2019 was a generally strong year for documentaries, with many of the best ones sharing one or more of several elements: a focus on music, a resonance with the current moment, and the word “Apollo” in the title.

The Year’s Best Documentaries

1. Apollo 11. Directed by Todd Douglas Miller, this documentary made masterful use of archival footage — much of it on 70mm film long not available to the public — to tell the story of the Apollo 11 mission on its 50th anniversary. It’s one of those films that’s nerve-wracking, even as everyone watching knows exactly how it all happened. The film opened in theaters, then showed on CNN, and then returned to theaters this month. 

2. The Kingmaker. The Queen of Versailles director Lauren Greenfield takes another look at the ridiculously wealthy, this time catching up with Imelda Marcos, the 90-year-old former first lady of The Philippines. For its first half hour, the film hints that it’s going to be a soft-focused look at a newsmaker of the past, before it takes a sudden turn into showing its subject as a monster who looted her own people of billions and was almost certainly complicit in horrific war crimes. The film played in theaters this fall and will debut on Showtime in early 2020. 

3. Love, Antosha. The life of the beloved late actor Anton Yelchin, which ended in a freak accident in 2016, is celebrated with home movie footage, clips of his movies, and interviews with a star-studded array of his co-stars. It’s a sweet remembrance of a talent gone far too soon — while also telling the story, through both letters and interviews, of his relationship with the loving Russian immigrant parents he left behind. Now streaming from on-demand providers. 

4. City of Joel. Director Jesse Sweet’s film is an astonishing work of anthropological filmmaking, as he looks at the tension and land disputes between a group of ultra-Orthodox Jews who arrived in an upstate New York town, and their secular neighbors. The film, which played the Jewish film festival circuit and is now available on demand, is uncommonly evenhanded, letting both sides of the dispute have their say. 

5. David Crosby: Remember My Name. There were many very strong music documentaries this year, but this film, directed by A.J. Eaton and produced and narrated by Cameron Crowe, was the best of them all. Crosby, knowing he’s in poor health and unlikely to live many more years, is uncommonly candid about his regrets, especially his many feuds with his famous musical collaborators. Now available on demand, it’s also the best film Crowe has been associated with in almost two decades.
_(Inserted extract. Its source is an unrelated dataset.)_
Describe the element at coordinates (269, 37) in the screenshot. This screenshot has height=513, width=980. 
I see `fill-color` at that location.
6. Cold Case Hammarskjöld. Mads Brügger’s documentary starts off by looking at the mysterious 1961 plane crash death of U.N. Secretary General Dag Hammarskjöld, and then goes off in all sorts of crazy directions, including a supposed plot by South Africa’s apartheid government in the 1980s to infect people with AIDS. Not everything asserted here is true (most likely), but it’s all wildly intriguing. Now available on demand. 
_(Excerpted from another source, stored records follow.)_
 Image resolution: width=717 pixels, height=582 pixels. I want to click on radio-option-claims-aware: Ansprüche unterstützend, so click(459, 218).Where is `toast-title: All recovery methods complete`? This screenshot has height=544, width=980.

7. The Apollo. The year’s “other” Apollo documentary takes a look back at the history of Harlem’s famed Apollo Theater, a mecca of African-American culture for nearly a century. The film looks at how the theater has waxed and waned in importance over the years, while using a staged reading of Ta’Nehesi Coates’ “Between the World and Me” as a framing device. This one played at festivals and then debuted on HBO; it’s currently available on HBO’s streaming platform. 

8. Horror Noire. Director Xavier Burgin’s documentary takes a look at the history of black horror films, using 2017’s Get Out as an inflection point to look back on decades of African-American representation — as well as ugly tropes — in the horror genre. The film had some big-screen showings before streaming on Shudder. 
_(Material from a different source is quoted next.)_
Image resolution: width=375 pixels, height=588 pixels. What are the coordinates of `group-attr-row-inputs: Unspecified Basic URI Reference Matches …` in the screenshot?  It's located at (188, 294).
9. Tell Me Who I Am. Director Ed Perkins’ documentary about a pair of twins, and the family secrets one must tell the other, is very creepy and unsettling, but still essential. It debuted on Netflix, where it’s a perfect fit, and is still streaming there now. 

10. Diego Maradona. This look at the 1980s soccer star, directed by Amy filmmaker Asif Kapadia, makes masterful use of archival footage to depict the rise of this one-of-a-kind athlete. The doc, which played on HBO this fall and is still streaming there now, is a must for the many Americans who have gotten into soccer for the first time in the last decade, and are unfamiliar with the stars and stories of the past. 

****

Honorable mention: Black Mother, The Human Factor, Fiddler: A Miracle of Miracles, Carmine Street Guitars, Mike Wallace is Here, Varda by Agnes, Rolling Thunder Revue: A Bob Dylan Story by Martin Scorsese, Screwball, American Factory, Homecoming: A Film by Beyonce,

Written By

Stephen Silver is a journalist and film critic based in the Philadelphia area. He is the co-founder of the Philadelphia Film Critics Circle and a Rotten Tomatoes-listed critic since 2008, and his work has appeared in New York Press, Philly Voice, The Jewish Telegraphic Agency, Tablet, The Times of Israel, and RogerEbert.com. In 2009, he became the first American journalist to interview both a sitting FCC chairman and a sitting host of "Jeopardy" on the same day.